Mardi Gras means king cake for local bakeries
Published 12:51 am Wednesday, February 10, 2010
NATCHEZ — This time of year saying “I’ve got the baby” doesn’t necessarily mean the children have been picked up from daycare.
Having the baby could just as easily mean you just bit into the special piece of king cake laced with the small plastic baby.
King cakes are a circular cinnamon-roll-like cake topped with icing and sprinkles and popular during the Mardi Gras season. King cakes were originally used in the celebration of the festival of Epiphany during the Christmas season. The tradition was extended to include the Mardi Gras season.
The baby, or similar trinket, is placed inside the cake after it is baked, and the person who bites into the piece typically has to provide the next king cake.
With Natchez’s Mardi Gras celebrations in full-swing, king cakes are king at local bakeries.
“This is our first year to do them, but they have been wildly popular,” Uptown Grocery manager Virginia Shafer said. “The last two weeks have been really busy with orders coming in each day.”
Uptown Grocery purchases king cake dough, but everything else is done in house. They proof and cut the dough and braid it, fill and ice the baked cakes, Shafer said making king cakes can be a time consuming task, but it is one the Uptown staff has enjoyed.
“We talked about doing them last year, but we weren’t sure if we had the man-power for it,” Shafer said. “This year we just jumped in and decided to make it work.
“We have developed a good system of proof, baking and icing.”
King cakes can be plain or filled with fruit, cream cheese or a variety of other mixtures.
The dough rises and is then cut into strips and braided to form a circle. The dough then has to rise again before being baked. After the cakes are baked and cooled, they are filled and then iced.
“The filling and the icing are the messiest part,” Shafer said. “I’ll have icing in my hair and all over my clothes at the end of the day.
“But the good thing is, they aren’t supposed to look perfect as long as they taste good.”
Uptown offers king cakes stuffed with cream cheese, strawberry, blueberry, apple, cherry or lemon.
Shafer said she prefers the sweet cream cheese filling that has been the most popular among customers.
“It’s not just plain cream cheese,” she said. “It’s cream cheese and brown sugar and vanilla — it is delicious.”
At Edna’s Cake Creations in Natchez, owner Edna Welch said king cake fillings are only limited by the imagination.
“You can put just about anything you imagine in a king cake,” she said. “We do fruit filled ones and regular cream cheese filled ones.
“The one I try to talk everyone into trying is the caramel pecan one. It’s amazing.”
Welch has been offering king cakes since she opened the store eight years ago. She purchases dough each year to fill orders of all different sizes.
Typically, Welch offers small, medium and large cakes, but said she has filled much larger orders.
“We’ve done giants ones to feed probably 100 people before,” Welch said. “You just put a few of them together and you have it.”
Shafer said king cakes are sold most during the Mardi Gras season, but she’d like to see them sold all year round.
“I’m thinking we could do themed ones for all holidays and parties,” she said. “They are delicious so why should we stop eating them after Mardi Gras?”
Shafer said they have already sold or had orders for approximately 80 to 100 this year.
Welch said each year she has orders for “well over 100.” Welch said king cakes are something people look forward to enjoying.
“They are delicious for one thing,” she said. “Mardi Gras is just one of those great southern things, and when it comes around everyone wants king cake.”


TASK REQUIREMENTS. Each line of the data below that includes the string "name" must be copied.

RECORDS TO USE.
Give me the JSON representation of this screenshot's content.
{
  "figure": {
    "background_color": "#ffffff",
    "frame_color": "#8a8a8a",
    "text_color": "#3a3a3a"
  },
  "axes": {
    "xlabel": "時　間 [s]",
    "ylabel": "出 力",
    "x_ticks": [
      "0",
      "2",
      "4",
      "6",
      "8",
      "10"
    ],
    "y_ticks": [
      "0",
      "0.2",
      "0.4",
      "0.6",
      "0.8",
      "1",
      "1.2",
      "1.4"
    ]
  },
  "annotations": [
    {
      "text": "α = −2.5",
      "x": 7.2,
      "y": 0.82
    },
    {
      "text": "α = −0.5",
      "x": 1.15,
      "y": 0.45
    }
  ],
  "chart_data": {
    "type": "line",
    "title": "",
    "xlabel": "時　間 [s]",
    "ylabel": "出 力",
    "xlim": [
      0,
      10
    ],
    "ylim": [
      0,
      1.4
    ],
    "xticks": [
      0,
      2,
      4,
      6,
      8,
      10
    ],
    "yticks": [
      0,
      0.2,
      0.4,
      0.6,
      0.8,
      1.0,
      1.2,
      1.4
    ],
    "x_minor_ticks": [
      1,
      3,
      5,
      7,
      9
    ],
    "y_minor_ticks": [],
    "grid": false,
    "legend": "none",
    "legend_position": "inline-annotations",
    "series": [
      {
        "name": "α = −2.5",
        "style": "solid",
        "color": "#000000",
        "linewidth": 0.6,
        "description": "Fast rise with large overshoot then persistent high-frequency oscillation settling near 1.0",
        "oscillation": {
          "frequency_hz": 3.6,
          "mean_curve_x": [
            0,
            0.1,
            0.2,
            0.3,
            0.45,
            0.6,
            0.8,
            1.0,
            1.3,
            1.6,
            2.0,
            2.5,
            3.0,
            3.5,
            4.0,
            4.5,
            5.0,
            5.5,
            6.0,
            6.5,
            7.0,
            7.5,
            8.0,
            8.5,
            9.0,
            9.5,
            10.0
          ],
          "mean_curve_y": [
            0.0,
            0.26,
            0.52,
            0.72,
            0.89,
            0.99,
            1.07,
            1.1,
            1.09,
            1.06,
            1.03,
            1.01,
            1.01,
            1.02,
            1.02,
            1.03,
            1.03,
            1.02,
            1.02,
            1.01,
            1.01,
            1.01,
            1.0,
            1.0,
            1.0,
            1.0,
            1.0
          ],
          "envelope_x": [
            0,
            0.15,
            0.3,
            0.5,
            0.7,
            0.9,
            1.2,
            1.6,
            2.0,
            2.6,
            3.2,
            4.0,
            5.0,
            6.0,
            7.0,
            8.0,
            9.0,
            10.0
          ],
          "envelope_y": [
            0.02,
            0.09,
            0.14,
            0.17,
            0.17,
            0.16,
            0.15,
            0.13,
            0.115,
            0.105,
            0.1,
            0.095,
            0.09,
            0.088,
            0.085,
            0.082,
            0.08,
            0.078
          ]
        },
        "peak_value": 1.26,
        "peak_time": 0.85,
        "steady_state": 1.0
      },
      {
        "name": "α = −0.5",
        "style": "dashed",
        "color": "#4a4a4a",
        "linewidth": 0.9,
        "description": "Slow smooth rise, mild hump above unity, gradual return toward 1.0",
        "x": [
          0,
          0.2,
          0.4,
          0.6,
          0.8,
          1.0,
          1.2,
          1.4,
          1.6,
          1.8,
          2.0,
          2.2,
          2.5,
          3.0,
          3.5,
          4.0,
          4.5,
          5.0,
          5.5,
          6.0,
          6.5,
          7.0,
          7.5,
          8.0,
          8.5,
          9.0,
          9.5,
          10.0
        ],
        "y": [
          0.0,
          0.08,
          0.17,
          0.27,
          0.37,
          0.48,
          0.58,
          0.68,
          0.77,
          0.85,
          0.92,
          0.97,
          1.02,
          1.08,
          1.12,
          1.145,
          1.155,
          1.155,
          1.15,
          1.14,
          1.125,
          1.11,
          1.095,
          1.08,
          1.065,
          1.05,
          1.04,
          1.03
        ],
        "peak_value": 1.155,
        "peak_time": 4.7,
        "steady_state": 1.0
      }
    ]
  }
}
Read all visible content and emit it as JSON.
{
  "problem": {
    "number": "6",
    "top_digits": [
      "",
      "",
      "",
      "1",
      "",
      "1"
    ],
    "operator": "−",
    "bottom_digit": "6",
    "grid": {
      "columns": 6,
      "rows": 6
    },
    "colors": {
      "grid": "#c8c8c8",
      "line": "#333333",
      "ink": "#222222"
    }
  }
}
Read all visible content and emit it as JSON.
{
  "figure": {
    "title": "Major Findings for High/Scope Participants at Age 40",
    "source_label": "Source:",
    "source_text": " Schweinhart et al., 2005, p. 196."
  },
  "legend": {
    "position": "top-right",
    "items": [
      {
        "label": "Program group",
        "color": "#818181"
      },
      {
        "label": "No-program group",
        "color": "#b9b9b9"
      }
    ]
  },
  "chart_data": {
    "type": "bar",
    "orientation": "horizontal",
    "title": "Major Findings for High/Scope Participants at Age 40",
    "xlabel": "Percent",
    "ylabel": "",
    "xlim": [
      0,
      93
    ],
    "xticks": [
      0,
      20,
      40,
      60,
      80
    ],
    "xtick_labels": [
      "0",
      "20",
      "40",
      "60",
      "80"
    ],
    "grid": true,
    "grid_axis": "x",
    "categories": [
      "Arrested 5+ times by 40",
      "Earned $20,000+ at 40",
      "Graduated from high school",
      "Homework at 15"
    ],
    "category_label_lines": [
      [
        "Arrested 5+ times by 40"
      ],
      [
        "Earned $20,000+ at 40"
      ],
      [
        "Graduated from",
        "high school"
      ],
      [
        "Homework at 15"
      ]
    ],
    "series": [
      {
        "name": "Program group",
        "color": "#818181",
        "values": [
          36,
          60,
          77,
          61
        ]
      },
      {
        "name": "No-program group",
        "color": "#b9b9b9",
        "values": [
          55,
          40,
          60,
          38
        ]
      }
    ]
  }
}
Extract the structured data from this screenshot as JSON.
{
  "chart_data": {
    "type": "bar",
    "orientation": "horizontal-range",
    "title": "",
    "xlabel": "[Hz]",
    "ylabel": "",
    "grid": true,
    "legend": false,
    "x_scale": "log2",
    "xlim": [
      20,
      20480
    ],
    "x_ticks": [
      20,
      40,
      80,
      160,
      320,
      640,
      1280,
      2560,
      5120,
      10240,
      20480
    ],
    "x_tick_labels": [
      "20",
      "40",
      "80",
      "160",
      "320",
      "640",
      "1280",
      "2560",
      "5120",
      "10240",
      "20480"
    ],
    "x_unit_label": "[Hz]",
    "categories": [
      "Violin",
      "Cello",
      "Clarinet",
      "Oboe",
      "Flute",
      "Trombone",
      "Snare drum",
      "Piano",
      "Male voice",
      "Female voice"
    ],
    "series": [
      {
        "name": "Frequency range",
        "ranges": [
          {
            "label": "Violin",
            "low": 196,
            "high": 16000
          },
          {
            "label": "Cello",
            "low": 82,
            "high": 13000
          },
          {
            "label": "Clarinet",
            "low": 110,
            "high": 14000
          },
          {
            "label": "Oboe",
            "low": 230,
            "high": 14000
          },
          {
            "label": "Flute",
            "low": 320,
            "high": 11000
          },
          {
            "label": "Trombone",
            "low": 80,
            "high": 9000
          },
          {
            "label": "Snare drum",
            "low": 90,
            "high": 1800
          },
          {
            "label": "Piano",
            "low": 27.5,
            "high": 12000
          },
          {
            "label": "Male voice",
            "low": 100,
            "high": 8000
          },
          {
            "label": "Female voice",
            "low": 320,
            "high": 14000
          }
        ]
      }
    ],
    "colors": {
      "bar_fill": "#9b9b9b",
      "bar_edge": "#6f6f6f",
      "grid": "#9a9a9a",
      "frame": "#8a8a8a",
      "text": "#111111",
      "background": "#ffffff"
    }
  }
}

YOUR SOLUTION.
        "name": "α = −2.5",
        "name": "α = −0.5",
        "name": "Program group",
        "name": "No-program group",
        "name": "Frequency range",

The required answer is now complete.